UBC Farm

Photo by Tracey Kusiewicz

Amy Frye toodles the campus delivering UBC Farm free-range eggs to Agora and Sprouts, student-run organic cafés/stores. The golden-yoked jumbos don’t last. Students snap them up. Café cooks crack them into dark-chocolate brownie mix and cookie dough. Mid-winter, eggs are the Farm’s only harvest and most get sold on campus.

From June through late October, though, city folk flock to UBC Farm for as many as 250 varieties of just-picked vegetables, herbs, flowers and small fruits. The Farm, occupying 24 hectares on the south campus, is bound by forest that acts as a wind buffer and natural eco-system. The land is the city of Vancouver’s only working farm. “It is not a garden,” Amy firmly points out.

Amy Frye is the Farm’s market coordinator, born and raised in Minnesota (near her grandparents’ farm) with a master’s degree in Resource Management/Environmental Studies. The twenty-something TA also teaches a course called Land, Food, and Community. Amy, along with other farm staff, diverse faculties and the wider community, are as busy as the farm’s bees promoting the seed-to-plate experience—planning, planting, educating, conducting school tours and program coordinating. For example, engineering students constructed “speed bumps”—irrigation pipes that won’t burst when run over by a truck. And Stacy Friedman (Faculty of Education) organizes the kids’ summer camp (FarmWonders) and Landed Learning intergenerational programs. Each year, full-time farm employee Elaine Spearing shows 10 apprenticing farmers the lay of the land. Gary King of Hazelmere Organic Farm, supplier of produce to, and friend of, John Bishop, heads up a steering committee that assists and advises staff on organic farming. It’s not uncommon to find Bishop, the crew from Cru, Provençal, Sage Bistro and other eco-conscious restaurateurs milling about on market day.

Over the last months, the whole lot have been lobbying to prevent UBC Farm from becoming a housing development. The joint effort to save the farm looks promising—Vancouver Feast of Fields was recently OKed for autumn 2009.

Maybe it is possible to put all your eggs in one basket.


Goal of the exercise: Across the material below, say how many lines contain the string "caption", and add no other words.

Records for the exercise:
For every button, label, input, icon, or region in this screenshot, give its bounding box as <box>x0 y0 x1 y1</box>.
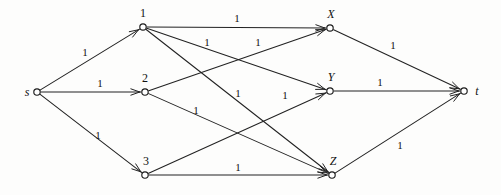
flow-network-figure: 1111111111111s123XYZt <box>0 0 501 195</box>
edges-layer <box>40 27 460 175</box>
node-n2[interactable] <box>142 89 148 95</box>
edge-capacity-label-3-Z: 1 <box>235 162 241 173</box>
edge-capacity-label-Z-t: 1 <box>397 140 403 151</box>
edge-s-1 <box>40 29 139 90</box>
graph-canvas <box>0 0 501 195</box>
node-X[interactable] <box>327 25 333 31</box>
edge-Z-t <box>335 93 460 173</box>
edge-s-3 <box>40 94 142 172</box>
edge-capacity-label-1-X: 1 <box>234 13 240 24</box>
edge-capacity-label-s-3: 1 <box>95 130 101 141</box>
edge-capacity-label-3-Y: 1 <box>282 90 288 101</box>
edge-capacity-label-s-2: 1 <box>97 78 103 89</box>
edge-capacity-label-s-1: 1 <box>82 47 88 58</box>
edge-capacity-label-1-Y: 1 <box>204 37 210 48</box>
edge-capacity-label-X-t: 1 <box>390 40 396 51</box>
node-n3[interactable] <box>142 172 148 178</box>
edge-1-Z <box>146 29 329 172</box>
arrowhead-Z-t <box>450 94 459 101</box>
node-label-n2: 2 <box>142 72 148 84</box>
node-label-X: X <box>327 8 334 20</box>
edge-capacity-label-2-Z: 1 <box>193 105 199 116</box>
node-s[interactable] <box>34 89 40 95</box>
node-label-s: s <box>25 86 30 98</box>
edge-capacity-label-2-X: 1 <box>255 37 261 48</box>
edge-1-X <box>147 27 326 28</box>
edge-capacity-label-Y-t: 1 <box>377 77 383 88</box>
nodes-layer <box>34 24 467 178</box>
node-label-t: t <box>475 85 478 97</box>
edge-capacity-label-1-Z: 1 <box>235 88 241 99</box>
edge-X-t <box>334 30 461 90</box>
arrowhead-s-1 <box>129 30 138 37</box>
node-Y[interactable] <box>327 88 333 94</box>
node-t[interactable] <box>461 88 467 94</box>
node-n1[interactable] <box>140 24 146 30</box>
arrowheads-layer <box>129 25 459 178</box>
node-label-Y: Y <box>328 71 335 83</box>
node-Z[interactable] <box>329 172 335 178</box>
node-label-n3: 3 <box>143 155 149 167</box>
node-label-Z: Z <box>330 155 337 167</box>
node-label-n1: 1 <box>140 7 146 19</box>
edge-1-Y <box>147 28 326 89</box>
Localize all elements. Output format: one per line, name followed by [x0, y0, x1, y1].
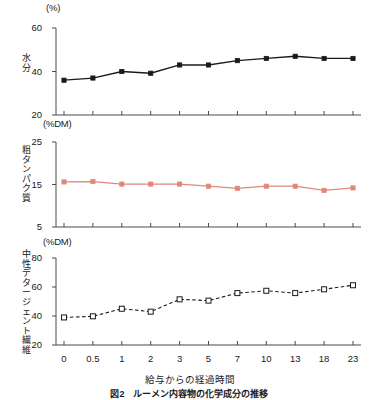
y-tick-label: 40: [20, 310, 42, 321]
data-point-marker: [149, 71, 153, 75]
x-tick-label: 13: [290, 353, 301, 364]
data-point-marker: [120, 69, 124, 73]
data-point-marker: [62, 180, 66, 184]
x-tick-label: 23: [348, 353, 359, 364]
chart-panel-moisture: (%) 水分: [0, 8, 379, 120]
data-point-marker: [148, 309, 153, 314]
data-point-marker: [351, 186, 355, 190]
data-point-marker: [235, 291, 240, 296]
data-point-marker: [322, 188, 326, 192]
x-tick-label: 0: [61, 353, 66, 364]
data-point-marker: [91, 76, 95, 80]
data-point-marker: [206, 298, 211, 303]
plot-area-crude-protein: [0, 122, 379, 240]
data-point-marker: [235, 59, 239, 63]
y-tick-label: 80: [20, 252, 42, 263]
data-point-marker: [62, 315, 67, 320]
x-tick-label: 2: [148, 353, 153, 364]
data-point-marker: [178, 63, 182, 67]
data-point-marker: [62, 78, 66, 82]
y-tick-label: 60: [20, 22, 42, 33]
data-point-marker: [351, 283, 356, 288]
data-point-marker: [177, 297, 182, 302]
x-tick-label: 3: [177, 353, 182, 364]
x-tick-label: 5: [206, 353, 211, 364]
data-point-marker: [119, 306, 124, 311]
data-point-marker: [264, 184, 268, 188]
x-tick-label: 7: [235, 353, 240, 364]
y-tick-label: 60: [20, 281, 42, 292]
y-tick-label: 5: [20, 221, 42, 232]
y-tick-label: 20: [20, 339, 42, 350]
data-point-marker: [149, 182, 153, 186]
plot-area-ndf: [0, 240, 379, 360]
data-point-marker: [206, 63, 210, 67]
y-tick-label: 25: [20, 136, 42, 147]
data-point-marker: [293, 184, 297, 188]
x-axis-title: 給与からの経過時間: [0, 372, 379, 386]
data-point-marker: [90, 314, 95, 319]
chart-panel-crude-protein: (%DM) 粗タンパク質: [0, 122, 379, 240]
data-point-marker: [264, 56, 268, 60]
figure-caption: 図2 ルーメン内容物の化学成分の推移: [0, 387, 379, 400]
data-point-marker: [351, 56, 355, 60]
y-tick-label: 20: [20, 109, 42, 120]
data-point-marker: [91, 179, 95, 183]
data-point-marker: [235, 186, 239, 190]
x-tick-label: 1: [119, 353, 124, 364]
x-tick-label: 10: [261, 353, 272, 364]
data-point-marker: [206, 184, 210, 188]
y-tick-label: 40: [20, 66, 42, 77]
data-point-marker: [322, 56, 326, 60]
x-tick-label: 0.5: [86, 353, 99, 364]
data-point-marker: [293, 54, 297, 58]
series-line: [64, 56, 353, 80]
data-point-marker: [264, 288, 269, 293]
chart-panel-ndf: (%DM) 中性デタージェント繊維: [0, 240, 379, 360]
data-point-marker: [120, 182, 124, 186]
data-point-marker: [178, 182, 182, 186]
x-tick-label: 18: [319, 353, 330, 364]
data-point-marker: [293, 291, 298, 296]
y-tick-label: 15: [20, 179, 42, 190]
data-point-marker: [322, 287, 327, 292]
plot-area-moisture: [0, 8, 379, 120]
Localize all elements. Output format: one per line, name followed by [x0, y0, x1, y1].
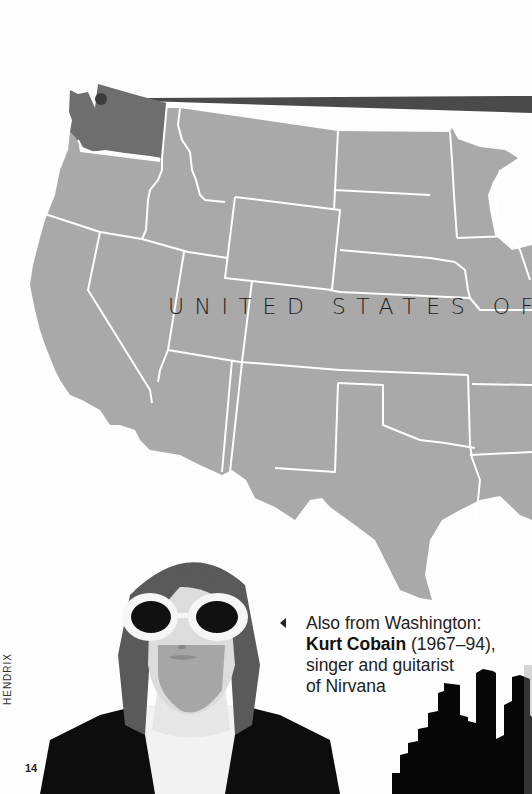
caption-line-1: Also from Washington:	[290, 613, 532, 634]
location-dot-icon	[95, 93, 107, 105]
running-head: HENDRIX	[2, 645, 16, 705]
caption-dates: (1967–94),	[406, 634, 496, 654]
caption-line-2: Kurt Cobain (1967–94),	[290, 634, 532, 655]
caption-name: Kurt Cobain	[306, 634, 406, 654]
city-skyline-icon	[388, 665, 532, 794]
book-page: UNITED STATES OF Also from Washington: K…	[0, 0, 532, 794]
washington-state	[69, 84, 167, 158]
land-mass	[30, 108, 532, 600]
map-title: UNITED STATES OF	[168, 296, 532, 318]
page-number: 14	[25, 762, 37, 774]
left-triangle-icon	[280, 618, 286, 628]
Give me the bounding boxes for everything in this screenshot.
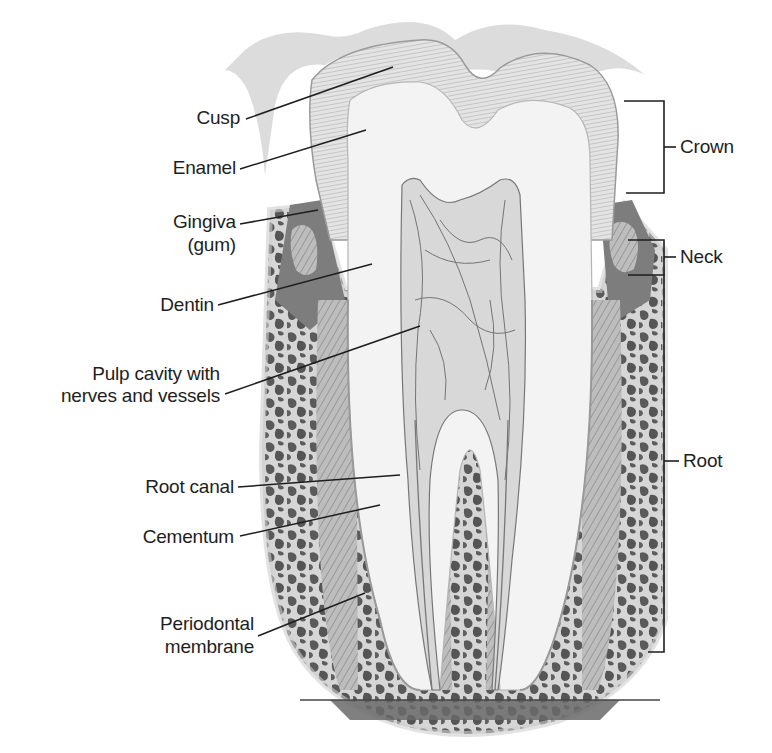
label-gingiva: Gingiva [130,211,236,233]
label-cusp: Cusp [150,107,240,129]
label-periodontal-membrane: membrane [100,636,254,658]
label-crown: Crown [680,136,734,158]
label-pulp-cavity: Pulp cavity with [20,363,220,385]
label-periodontal: Periodontal [100,613,254,635]
label-dentin: Dentin [110,294,214,316]
label-root: Root [683,450,722,472]
tooth-diagram: Cusp Enamel Gingiva (gum) Dentin Pulp ca… [0,0,772,753]
label-cementum: Cementum [80,526,234,548]
label-pulp-cavity-nerves: nerves and vessels [20,385,220,407]
label-enamel: Enamel [130,157,236,179]
label-gingiva-gum: (gum) [130,234,236,256]
label-neck: Neck [680,246,723,268]
label-root-canal: Root canal [80,476,234,498]
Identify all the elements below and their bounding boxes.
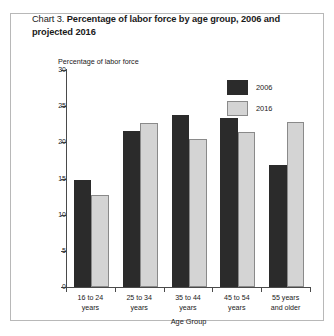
x-axis-category-label-line: 16 to 24 [66,294,115,304]
bar-2006-35-to-44-years[interactable] [172,115,190,287]
x-axis-category-label: 35 to 44years [164,294,213,313]
bar-2016-16-to-24-years[interactable] [91,195,109,287]
legend-swatch-2006 [227,80,248,95]
bar-2006-55-years-and-older[interactable] [269,165,287,287]
x-axis-tick-mark [212,288,213,292]
x-axis-category-label: 45 to 54years [212,294,261,313]
bar-2006-45-to-54-years[interactable] [220,118,238,287]
y-axis-tick-label: 15 [48,175,66,182]
y-axis-tick-label: 25 [48,102,66,109]
legend-label-2006: 2006 [256,83,272,92]
x-axis-tick-mark [261,288,262,292]
x-axis-line [66,287,311,288]
x-axis-category-label: 25 to 34years [115,294,164,313]
bar-2016-55-years-and-older[interactable] [287,122,305,287]
chart-number-label: Chart 3. [32,14,64,24]
y-axis-tick-label: 10 [48,211,66,218]
y-axis-tick-label-wrap: 10 [40,215,66,216]
y-axis-tick-label-wrap: 30 [40,70,66,71]
bar-2016-35-to-44-years[interactable] [189,139,207,287]
y-axis-tick-label-wrap: 25 [40,106,66,107]
legend-label-2016: 2016 [256,104,272,113]
bar-2006-16-to-24-years[interactable] [74,180,92,287]
y-axis-tick-label-wrap: 20 [40,142,66,143]
y-axis-title: Percentage of labor force [58,57,139,66]
legend-item-2016[interactable]: 2016 [227,101,272,116]
x-axis-title: Age Group [66,317,311,326]
x-axis-category-label-line: 25 to 34 [115,294,164,304]
plot-area [66,70,310,287]
x-axis-tick-mark [164,288,165,292]
x-axis-tick-mark [310,288,311,292]
x-axis-category-label: 55 yearsand older [261,294,310,313]
x-axis-category-label-line: 45 to 54 [212,294,261,304]
y-axis-tick-label: 0 [48,283,66,290]
x-axis-category-label-line: 55 years [261,294,310,304]
y-axis-tick-label-wrap: 15 [40,179,66,180]
page-title: Chart 3. Percentage of labor force by ag… [32,13,284,38]
legend-swatch-2016 [227,101,248,116]
y-axis-tick-label: 30 [48,66,66,73]
y-axis-tick-label: 5 [48,247,66,254]
chart-title-text: Percentage of labor force by age group, … [32,14,280,37]
x-axis-category-label-line: years [212,304,261,314]
x-axis-tick-mark [115,288,116,292]
x-axis-category-label-line: years [164,304,213,314]
x-axis-category-label-line: 35 to 44 [164,294,213,304]
legend-item-2006[interactable]: 2006 [227,80,272,95]
y-axis-tick-label-wrap: 0 [40,287,66,288]
bar-2006-25-to-34-years[interactable] [123,131,141,287]
x-axis-category-label-line: and older [261,304,310,314]
chart-legend: 2006 2016 [227,80,272,122]
x-axis-category-label: 16 to 24years [66,294,115,313]
bar-2016-25-to-34-years[interactable] [140,123,158,287]
y-axis-tick-label-wrap: 5 [40,251,66,252]
x-axis-tick-mark [66,288,67,292]
bar-2016-45-to-54-years[interactable] [238,132,256,287]
x-axis-category-label-line: years [66,304,115,314]
x-axis-category-label-line: years [115,304,164,314]
y-axis-tick-label: 20 [48,138,66,145]
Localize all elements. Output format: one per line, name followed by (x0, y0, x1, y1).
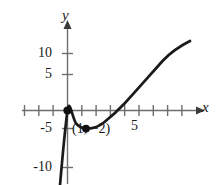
y-tick-label-5: 5 (26, 67, 52, 81)
y-tick-label-minus-10: -10 (12, 160, 52, 174)
origin-point-marker (63, 106, 71, 114)
y-tick-label-minus-5: -5 (18, 121, 52, 135)
minimum-point-label: (1, −2) (72, 122, 110, 136)
x-tick-label-5: 5 (131, 119, 138, 133)
y-tick-label-10: 10 (26, 46, 52, 60)
graph-figure: y x 10 5 -5 -10 5 (1, −2) (0, 0, 223, 185)
y-axis-label: y (62, 8, 69, 23)
x-axis-label: x (202, 100, 209, 115)
plot-area (0, 0, 223, 185)
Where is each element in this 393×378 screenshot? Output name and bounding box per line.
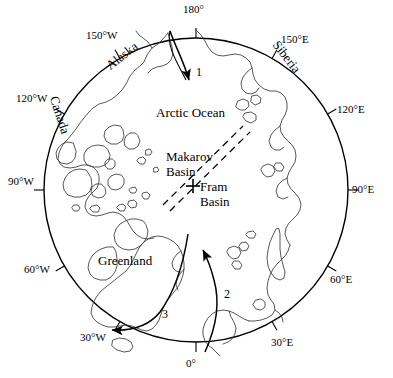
- island-iceland: [112, 338, 133, 352]
- arrow-label-2: 2: [224, 288, 230, 301]
- basin-label-makarov-line2: Basin: [166, 165, 196, 179]
- graticule-label-lon-180: 180°: [183, 4, 204, 16]
- coast-europe-south: [212, 348, 220, 356]
- graticule-label-lon-90W: 90°W: [8, 176, 34, 188]
- globe-outline: [44, 38, 348, 342]
- arrow-label-3: 3: [162, 308, 168, 321]
- graticule-label-lon-150W: 150°W: [86, 30, 117, 42]
- place-label-arctic-ocean: Arctic Ocean: [156, 106, 225, 120]
- graticule-label-lon-0: 0°: [186, 358, 196, 370]
- graticule-label-lon-60E: 60°E: [330, 274, 352, 286]
- arctic-ocean-map-figure: 180° 150°E 120°E 90°E 60°E 30°E 0° 30°W …: [0, 0, 393, 378]
- graticule-label-lon-120E: 120°E: [337, 104, 365, 116]
- place-label-greenland: Greenland: [98, 254, 152, 268]
- basin-label-makarov-line1: Makarov: [166, 150, 213, 164]
- basin-label-fram-line2: Basin: [200, 195, 230, 209]
- basin-label-fram-line1: Fram: [200, 180, 227, 194]
- map-canvas: [0, 0, 393, 378]
- graticule-label-lon-120W: 120°W: [16, 93, 47, 105]
- graticule-label-lon-60W: 60°W: [24, 264, 50, 276]
- arrow-label-1: 1: [196, 66, 202, 79]
- graticule-label-lon-30E: 30°E: [271, 337, 293, 349]
- graticule-label-lon-30W: 30°W: [80, 332, 106, 344]
- graticule-label-lon-90E: 90°E: [352, 184, 374, 196]
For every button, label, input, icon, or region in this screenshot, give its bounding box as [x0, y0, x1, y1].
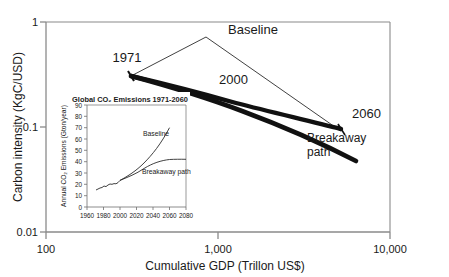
inset-y-tick-60: 60	[75, 136, 83, 143]
inset-y-tick-70: 70	[75, 124, 83, 131]
carbon-intensity-chart: 1 0.1 0.01 100 1,000 10,000 Carbon inten…	[0, 0, 449, 277]
inset-y-tick-40: 40	[75, 158, 83, 165]
y-axis-title: Carbon intensity (KgC/USD)	[11, 52, 25, 202]
inset-y-tick-80: 80	[75, 113, 83, 120]
y-tick-label-0point01: 0.01	[17, 226, 38, 238]
inset-y-tick-30: 30	[75, 170, 83, 177]
inset-y-axis-title: Annual CO₂ Emissions (Gton/year)	[60, 105, 68, 207]
inset-label-baseline: Baseline	[143, 130, 169, 137]
y-tick-label-1: 1	[32, 16, 38, 28]
chart-figure: 1 0.1 0.01 100 1,000 10,000 Carbon inten…	[0, 0, 449, 277]
inset-x-tick-2040: 2040	[146, 212, 161, 219]
inset-x-tick-2080: 2080	[179, 212, 194, 219]
inset-x-tick-2020: 2020	[129, 212, 144, 219]
label-2000: 2000	[219, 72, 248, 87]
inset-y-tick-10: 10	[75, 192, 83, 199]
inset-y-tick-50: 50	[75, 147, 83, 154]
label-breakaway-line1: Breakaway	[307, 131, 366, 145]
inset-title: Global CO₂ Emissions 1971-2060	[72, 95, 188, 104]
inset-y-tick-20: 20	[75, 181, 83, 188]
label-breakaway-line2: path	[307, 145, 330, 159]
x-tick-label-10000: 10,000	[373, 243, 407, 255]
label-1971: 1971	[113, 50, 142, 65]
inset-x-tick-2000: 2000	[113, 212, 128, 219]
inset-x-tick-2060: 2060	[162, 212, 177, 219]
inset-x-tick-1960: 1960	[80, 212, 95, 219]
inset-label-breakaway: Breakaway path	[142, 168, 191, 176]
x-tick-label-1000: 1,000	[204, 243, 232, 255]
inset-x-tick-1980: 1980	[96, 212, 111, 219]
x-tick-label-100: 100	[37, 243, 55, 255]
inset-y-tick-0: 0	[78, 204, 82, 211]
label-baseline: Baseline	[228, 22, 278, 37]
label-2060: 2060	[352, 106, 381, 121]
inset-y-tick-90: 90	[75, 102, 83, 109]
x-axis-title: Cumulative GDP (Trillon US$)	[145, 259, 304, 273]
inset-chart: Global CO₂ Emissions 1971-2060 90 80 70 …	[60, 92, 194, 219]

Answer: 5